The art is always striking – with a simple, sketched style and muted colours that sometimes give way to splashes of bright red and yellow and orange. The characterisation and dialogue skilfully walks that fine line between gently whimsical and cloyingly kooky, with clever jokes and the all-time best portrayal of a creator god in fiction with the character of BirdMan – a cross between an all-knowing cosmic architect, a bored trickster god, and slightly depressing dad figure, complete with an incredibly short, but impotent temper.
Short and sweet, The Encyclopedia of Early Earth is inventive, self-aware without being self-indulgent, simple without being lightweight, and touching in all the right places.
Junot Díaz – The Brief Wondrous Life of Oscar Wao
Junot Díaz is one of those rare writers who are so good at the pure act of writing sentences on a page that it’s hard not to resent them for it. People say things like ‘Her voice is so beautiful I’d pay to hear her read a shopping list’. Well, I’d pay upwards of £9.99 to read Junot Díaz’s account of his most recent trip to the supermarket. Every single sentence of his prose (both in The Brief Wondrous Life of Oscar Wao, and in his short story collections) is perfectly done – sticking to the page with a heft, flowing with an incredible ease, and containing that special something you can’t describe but you know you really, really want.
Oscar Wao is the story of Oscar De León, an ineffective, overweight, socially maladroit Dominican kid living in New Jersey, along with the story of 30 years of the dictator Trujilo’s stranglehold on the Dominican Republic. I read it about a year ago and I don’t have too much to say about it other than that, among other things it does extremely well, it captures the awkward desperation of a less-than-popular adolescence just about as well as I could imagine fiction doing.
Kirino Natsuo – Out
I don’t read much crime fiction – as any other good, upright man I’ve looked at it, seen that it’s predominantly enjoyed by women, and then subconsciously decided I don’t like it, but for other reasons. After reading Out, though, I’m definitely starting to see the potential pitfalls of blindly judging an entire genre of fiction based on preconceived notions of its value.
The setup, then: A young woman working the graveyard shift at a bento factory murders her deadbeat husband in a fit of blind rage, then turns to several of her co-workers to help dispose of the body. Everything that follows (even that bit later on that comes out of left-field and becomes the focus of the whole narrative, in a twist that at first feels kind of arbitrary but actually works really well with what the book is trying to do sorry for being so vague) is a deft exploration both of the darker aspects of ordinary people, and the darker side of Japanese society.

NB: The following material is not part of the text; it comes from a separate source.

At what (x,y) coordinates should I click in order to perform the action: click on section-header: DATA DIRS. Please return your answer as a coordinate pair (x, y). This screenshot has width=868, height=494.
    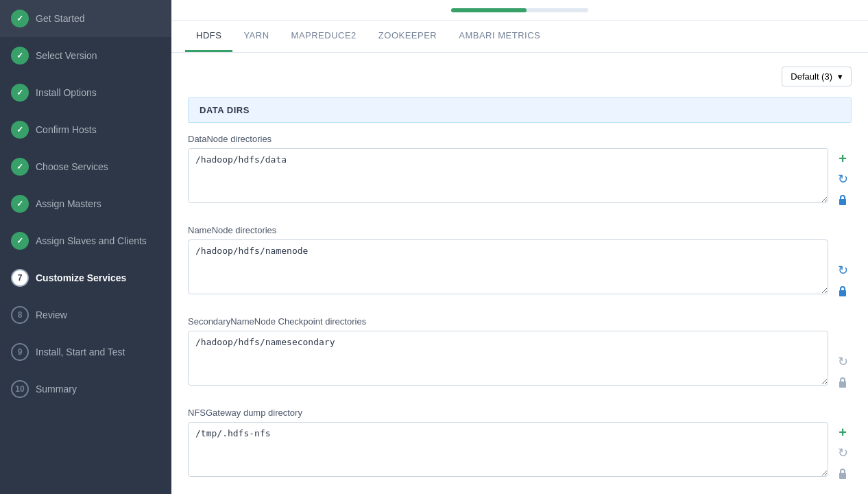
    Looking at the image, I should click on (520, 110).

Well, ‘the darker side of Japanese society’ isn’t really right though – Out is less interested in the sociopathic world of murder, blackmail, extortion, or the Yakuza (although all that is definitely there, sometimes in great detail), and more interested in the humdrum, far less sexy cracks running across Japanese society – things that those outside Japan almost never hear about. The drudgery of labour, the relationship-straining mountains of stress and overtime that so many jobs force upon workers, the role of women and the way they’re commodified, set aside, and ignored, and then actively (and sometimes aggressively) marginalised if they try to overcome this barrier. An ageing society with fewer and fewer economic prospects for both the young and the old. And the complicated, rather unhappy relationship Japan has with foreigner residents – especially the large population of Japanese-Brazilian workers.